I have to get them off this subject, Ernest thought. “I think the bull’s your man,” he said. “He looked exactly like Heinrich Himmler. Is that Mofford House?”

“Where?” Cess said. “I can’t see anything.”

“There, beyond the trees,” Ernest said, pointing at nothing, and the three of them spent the next quarter of an hour attempting to catch sight of it, after which Cess spotted a turret and then the gates.

“I say,” Cess said as they drove in through them, “one can’t have a hospital without nurses. Have we got some?”

“Yes,” Moncrieff said. “Gwendolyn set it up.”

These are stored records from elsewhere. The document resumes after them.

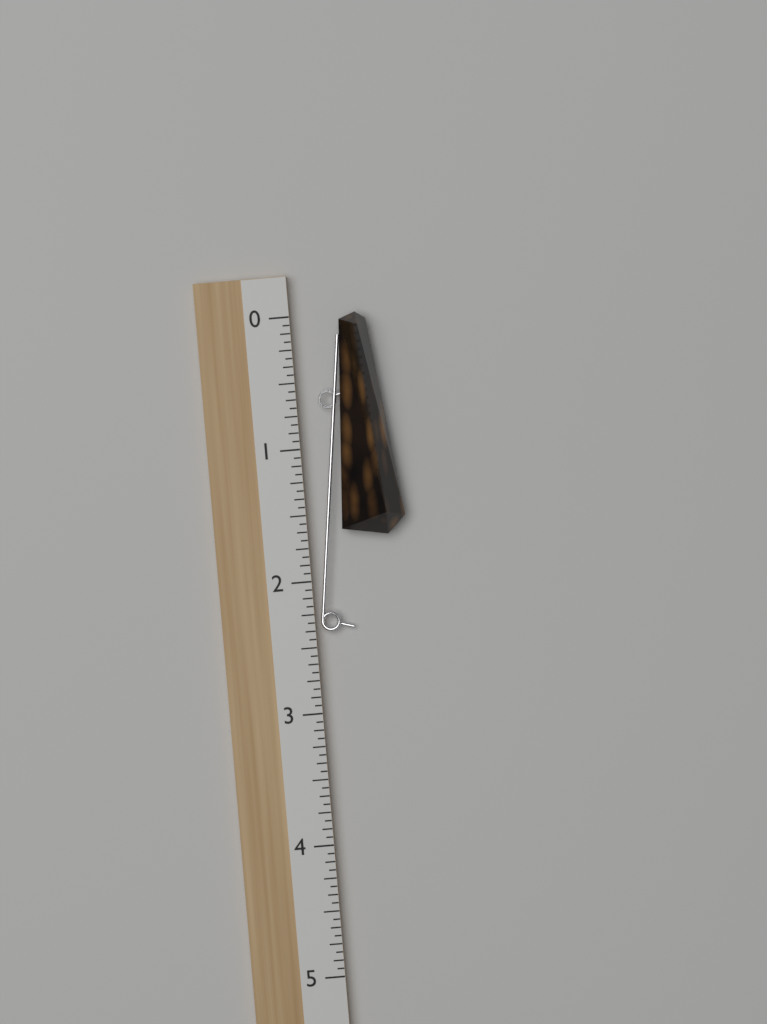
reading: 1.6875 (no unit)
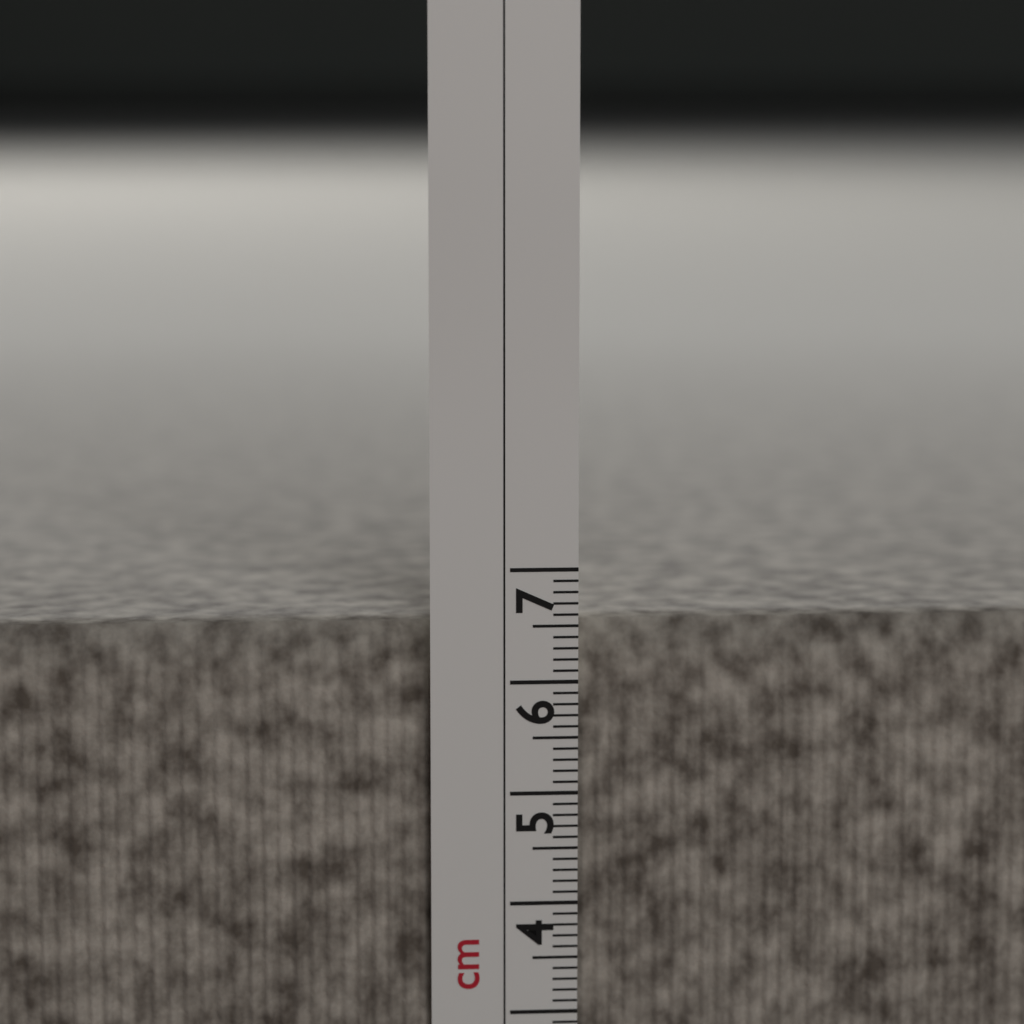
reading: 6.5 cm
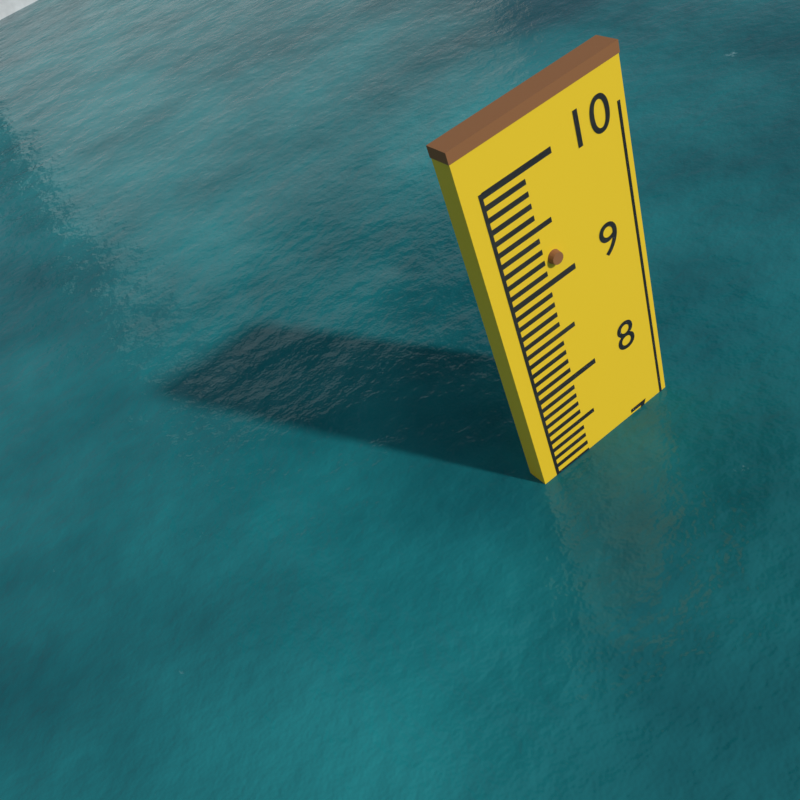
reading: 7.1 (no unit)
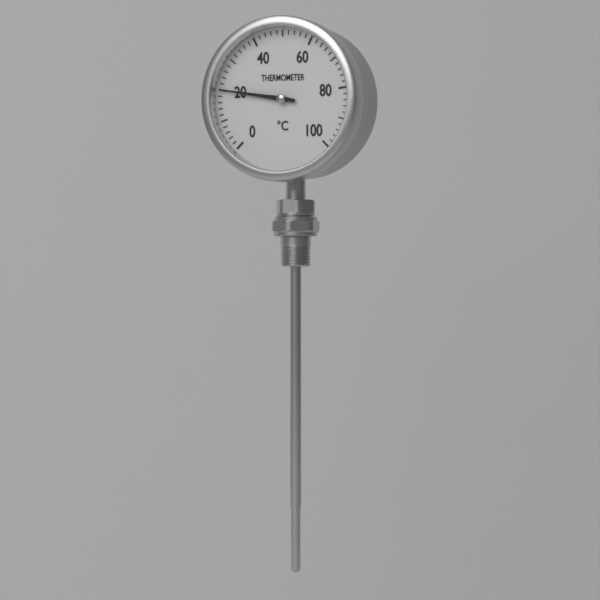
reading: 20 °C
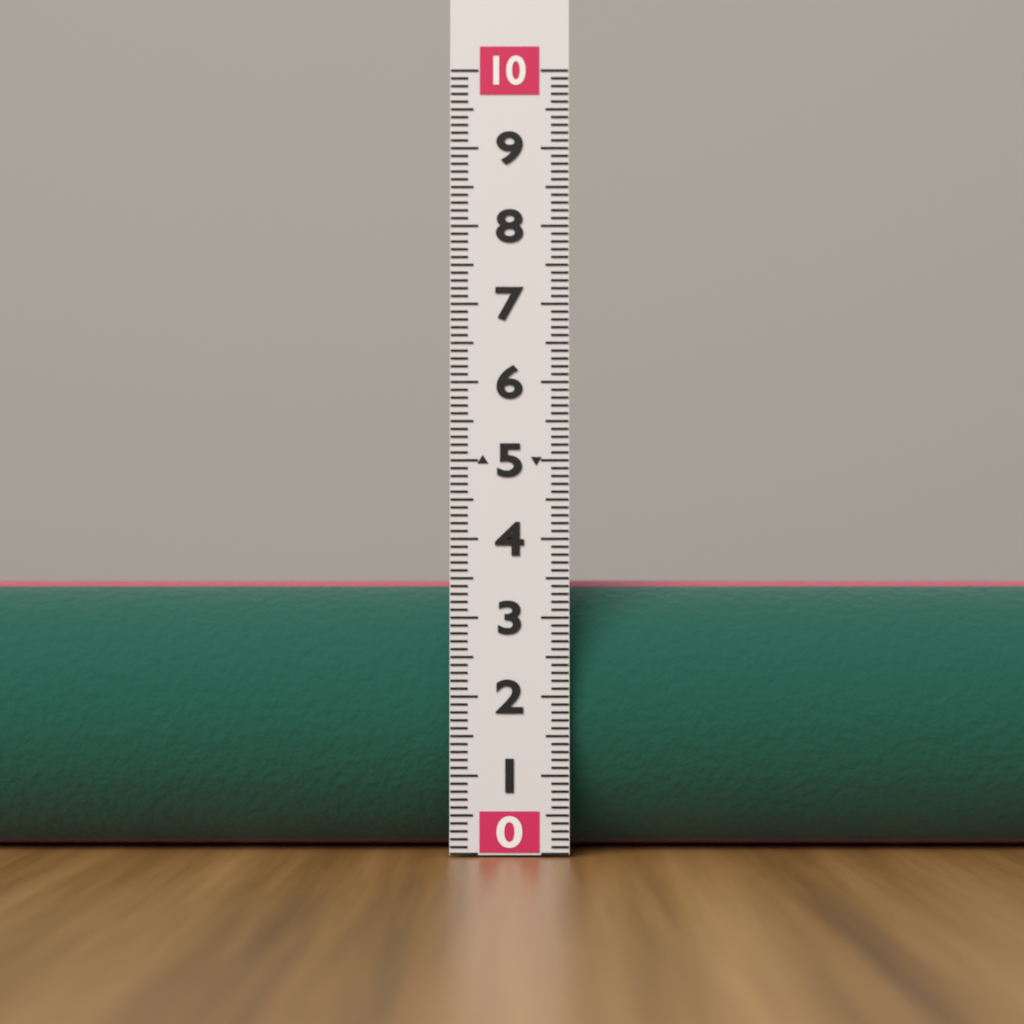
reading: 3.5 (no unit)
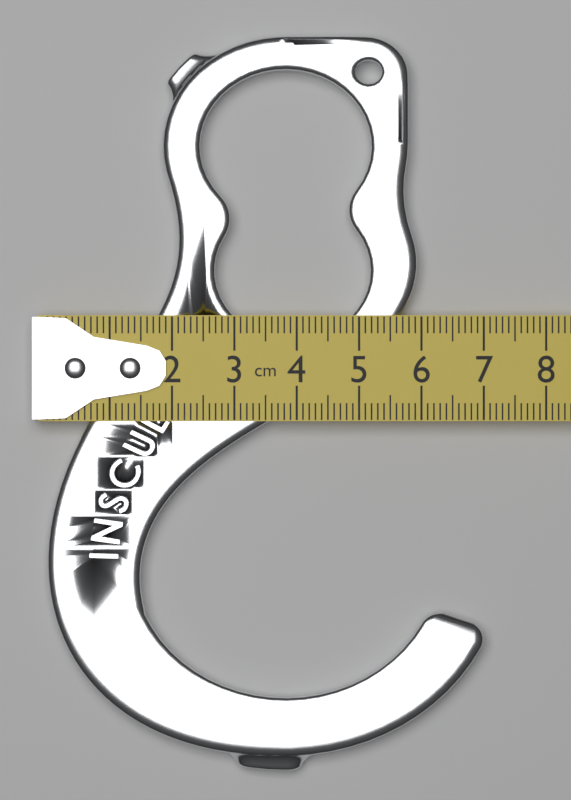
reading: 7.0 cm
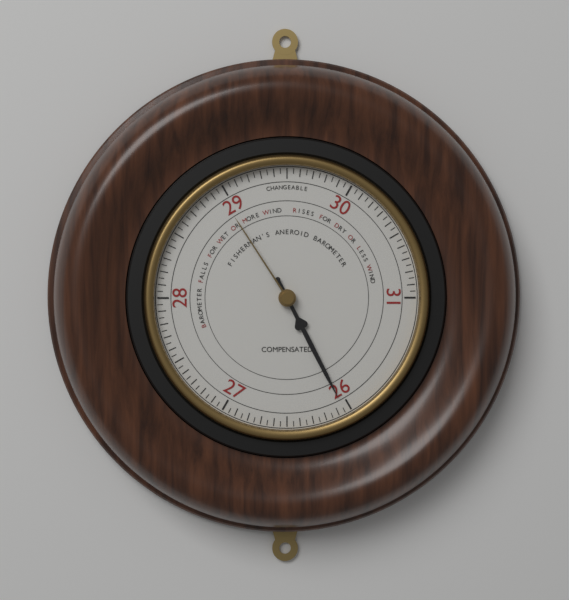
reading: 26.05 (no unit)
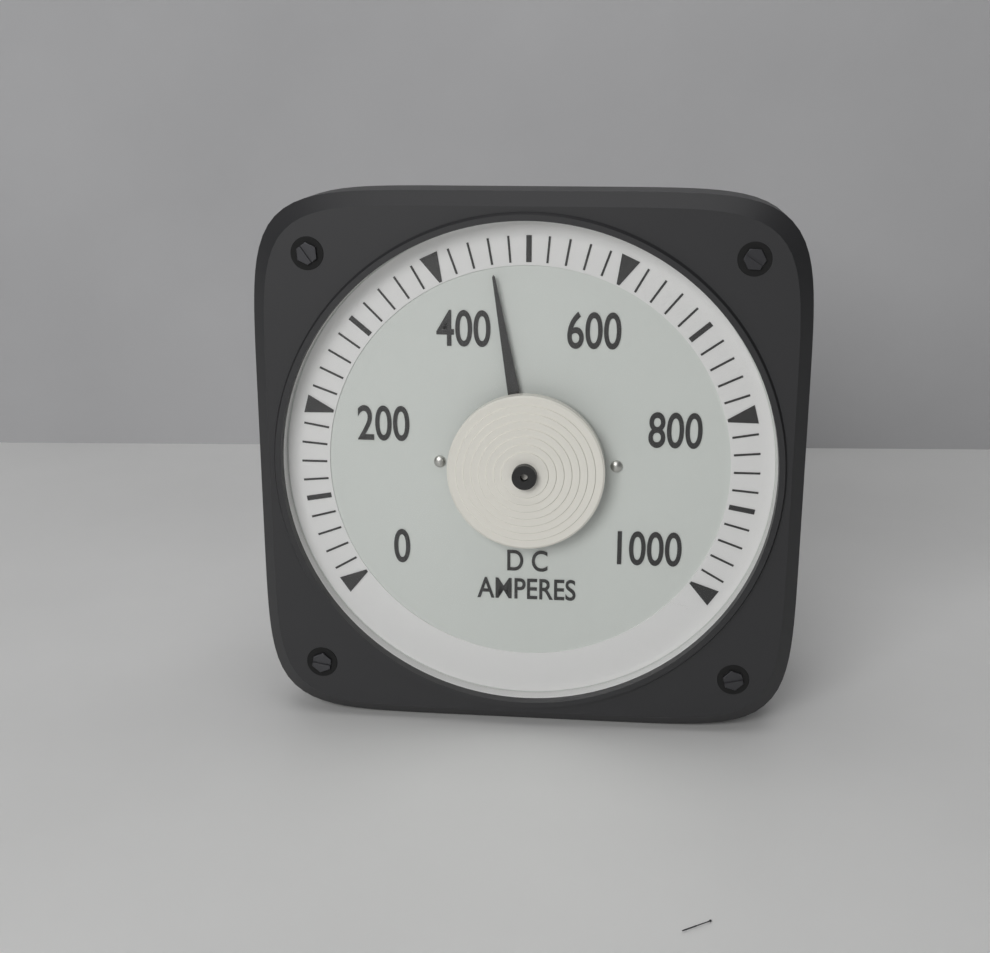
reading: 460 A
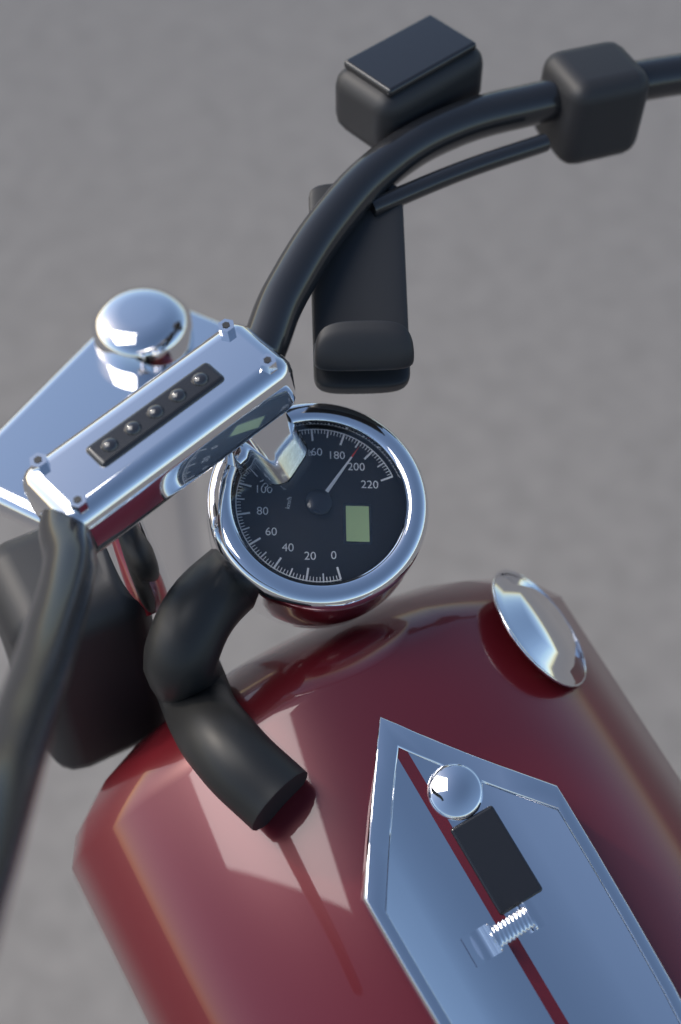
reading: 192 km/h
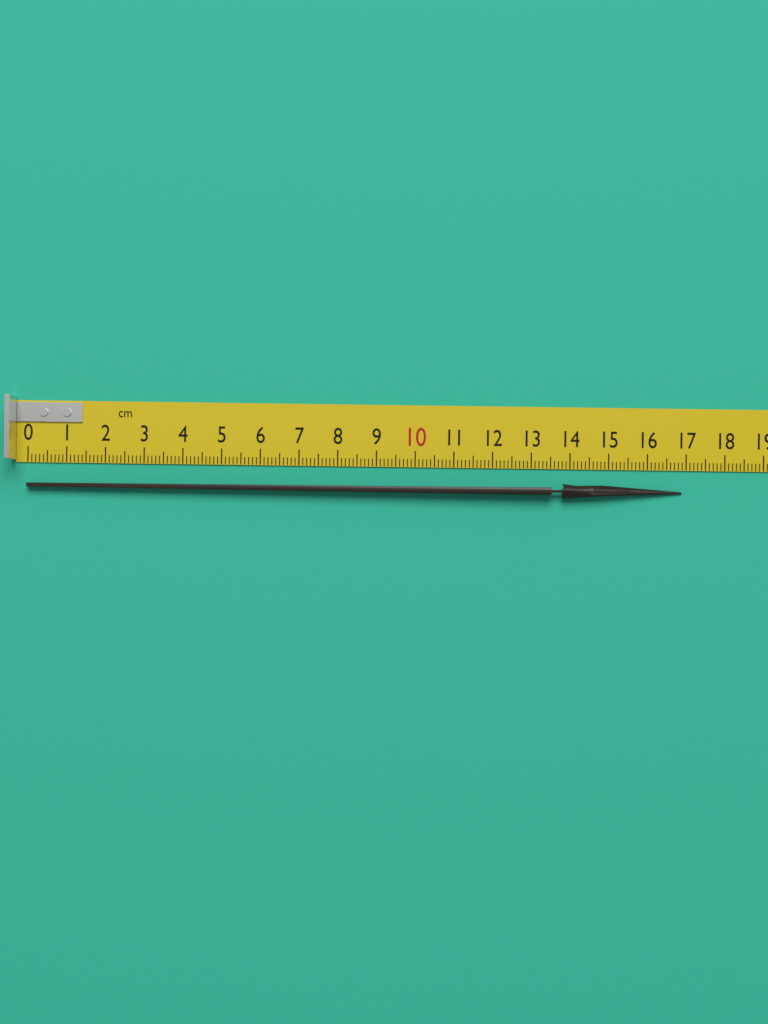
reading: 16.9 cm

“Are they the same girls who helped us when we did the oil-refinery opening?” Cess asked. “The ones from ENSA?”

“No,” Moncrieff said. “These are the real thing. Gwendolyn borrowed them from the same hospital that lent us the beds.”

Ernest looked up alertly. “The hospital in Dover?”

“Yes, and don’t get any notions of flirting with them. There’ll be all sorts of higher-ups and Special Means people here. I don’t want any trouble.”

I don’t either, Ernest thought, and the moment they pulled up in front of the manor house, he snatched up his nightclothes and the boxes of bandages and took off for the house.

It was obvious why they’d chosen Mofford House. It had a moat and a distinctive turreted tower that the Germans would recognize, even though his newspaper story would say only, “One of England’s stately homes, whose name cannot be disclosed for security reasons, has been converted to a military hospital.”

He hobbled quickly across the drawbridge, hoping that since today this was supposed to be a hospital, he wouldn’t run into a butler at the door who’d demand to know where he was going.

He didn’t—only two soldiers attempting to wedge a hospital bed through the door. Beyond them he could see an entry hall and, off to the side, the room which was posing as the ward today. Inside it stood a cluster of older men in officers’ uniforms and several white-clad nurses.

He squeezed past the wedged bed, keeping out of their sight, down a corridor, and into the nearest unoccupied room, which turned out to be the dining room. He shut the door, wedged chairs against it, and, using the mirror above the sideboard, began winding bandages around his head.

He emerged ten minutes later in pajamas, robe, and slippers, his head and both hands swathed in bandages. “Where have you been?” Prism asked. “And what are you doing in that getup? You look like an escapee from an Egyptian tomb.”

Ernest pulled him off to the side. “You said they’d be taking photographs, and my picture was already in the newspapers from the opening of Camp Omaha. If the Germans see me in more than one photo, they’ll spot a fraud.”

“You’re right. Good show. Was Cess in the photo?”

“He wasn’t there. He was off doing dummy landing craft.”

“Good, then he can be the broken foot. Go help bring in the wheelchairs.”

Ernest did and then carried two oil paintings, three watercolors, and an antique writing table upstairs for Lady Mofford, made up the hospital beds, bandaged several other “patients,” and helped lay out tea in the library.